The Duchessa shook her head.
“Darling,” said Trix again, and she slipped her arm through Pia’s.
“I’m all one big bruise,” said Pia suddenly.
Trix stroked her hand.
“It is entirely foolish of me to care,” said the Duchessa slowly. “But I happen to have trusted someone rather implicitly. I never dreamed it possible the person could stoop to act a lie. I would not have minded the thing itself,—it would have been absurd for me to have done so. But it hurt rather considerably that the person should have deceived me in the matter, in fact have acted a deliberate lie about it. I am honestly doing my best to forget the whole thing, but I am being constantly reminded of it.”

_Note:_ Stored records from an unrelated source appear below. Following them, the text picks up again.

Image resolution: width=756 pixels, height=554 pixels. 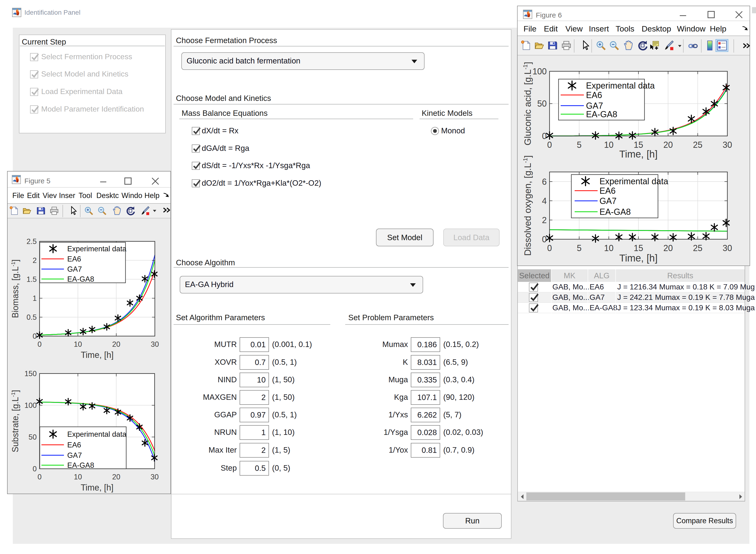 What do you see at coordinates (31, 374) in the screenshot?
I see `svg-text: 150` at bounding box center [31, 374].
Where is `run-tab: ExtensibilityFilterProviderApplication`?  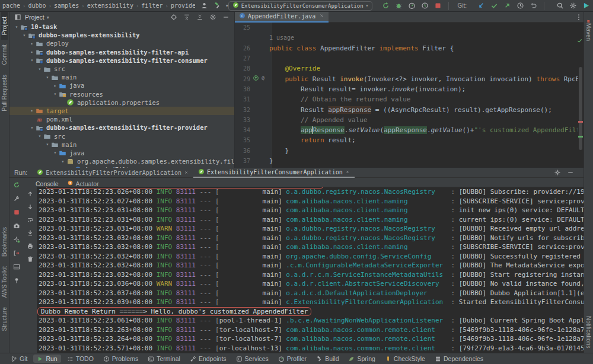
run-tab: ExtensibilityFilterProviderApplication is located at coordinates (113, 173).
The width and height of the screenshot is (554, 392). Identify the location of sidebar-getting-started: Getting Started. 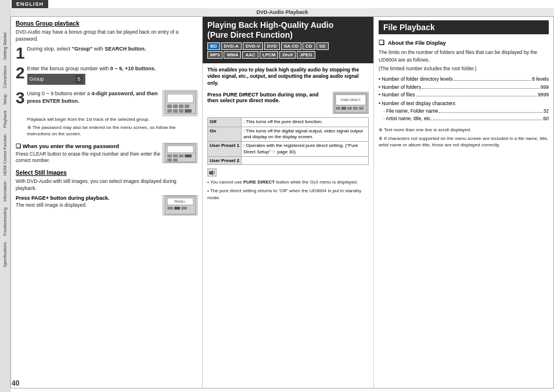
(5, 46).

Trix sat up very straight. So that was it, she told herself. How idiotic of her not to have guessed at once,—days ago, that is,—when she herself had made her marvellous discovery. It was now quite plain to her mind that Pia must have made it too. It was Doctor Hilary whom she believed to be the fraud, the friend whom she had trusted, and who had acted a lie. The whole oddness of Pia’s behaviour became suddenly perfectly clear to her. Tibby had told her that it had begun on her return to Woodleigh. Well, that must have been when she first found out. How she’d found out, Trix didn’t know. But that was beside the mark. She evidently had found out.

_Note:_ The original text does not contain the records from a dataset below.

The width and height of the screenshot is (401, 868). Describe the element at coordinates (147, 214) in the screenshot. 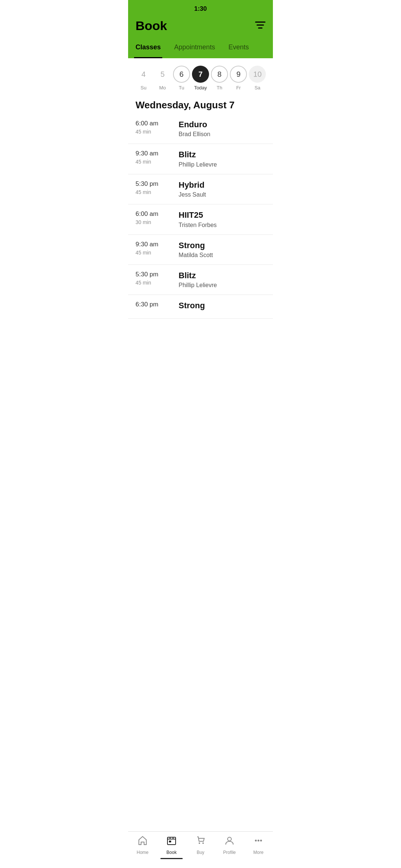

I see `time-value-3: 6:00 am` at that location.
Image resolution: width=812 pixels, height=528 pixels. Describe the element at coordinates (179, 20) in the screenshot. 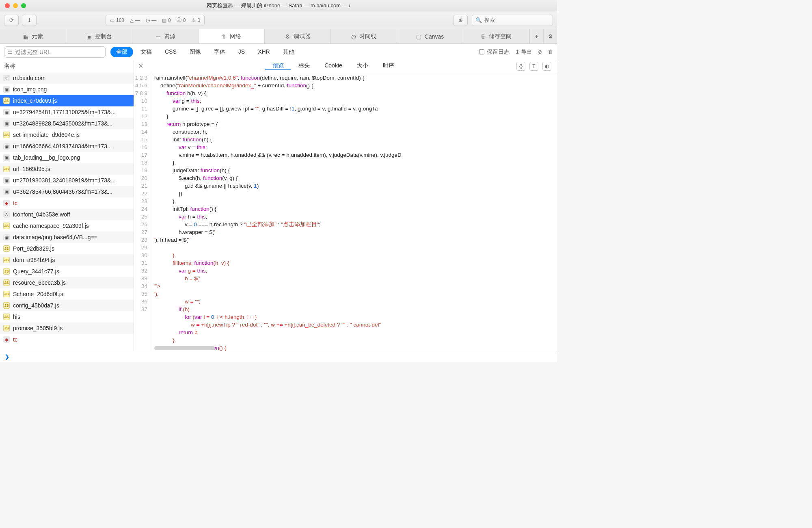

I see `info-icon: ⓘ` at that location.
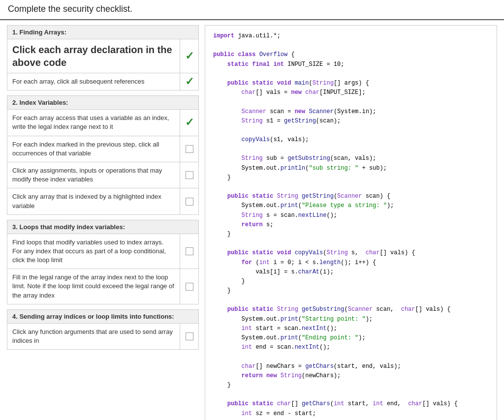  Describe the element at coordinates (103, 56) in the screenshot. I see `checklist-row-array-declaration: Click each array declaration in the abov…` at that location.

Trix’s mind ran back over various little incidents. She remembered the snub administered to Father Dormer the evening after her arrival. The new under-gardener had been the subject of conversation then, of course reminding Pia of the Hall. And she had snubbed Father Dormer, as she had snubbed Doctor Hilary a few minutes ago. All Pia’s snubs and sudden prickles came back to her mind. They all had their origin in some inadvertent remark regarding the Hall.

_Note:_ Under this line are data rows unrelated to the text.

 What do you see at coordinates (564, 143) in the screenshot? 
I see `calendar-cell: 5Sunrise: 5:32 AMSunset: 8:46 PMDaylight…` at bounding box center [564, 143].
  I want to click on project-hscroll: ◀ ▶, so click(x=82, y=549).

Yes; everything was as clear as daylight now. Pia had learnt of this business in some roundabout way that did not allow of her speaking openly to Doctor Hilary on the subject, so she saw merely the fraud, and had no idea that it was, in all probability, an entirely justifiable one, and that at all events no one had told any deliberate lie. Of course Pia was disturbed and upset. Wouldn’t she have been herself, in Pia’s place? And hadn’t she felt quite unreasonably unhappy till Mr. Danver had assured her that Doctor Hilary had not spoken a single word of actual untruth?
Oh, poor Pia!
Now, it was not in the least astonishing that Trix’s mind should have leapt to this entirely erroneous conclusion. For the last fortnight it had been full of her discovery. The smallest thing that seemed to bear on it, instantly appeared actually to do so. And everything in her present train of thought fitted in with astonishing accuracy. Each little incident in Pia’s late behaviour fell into place with it.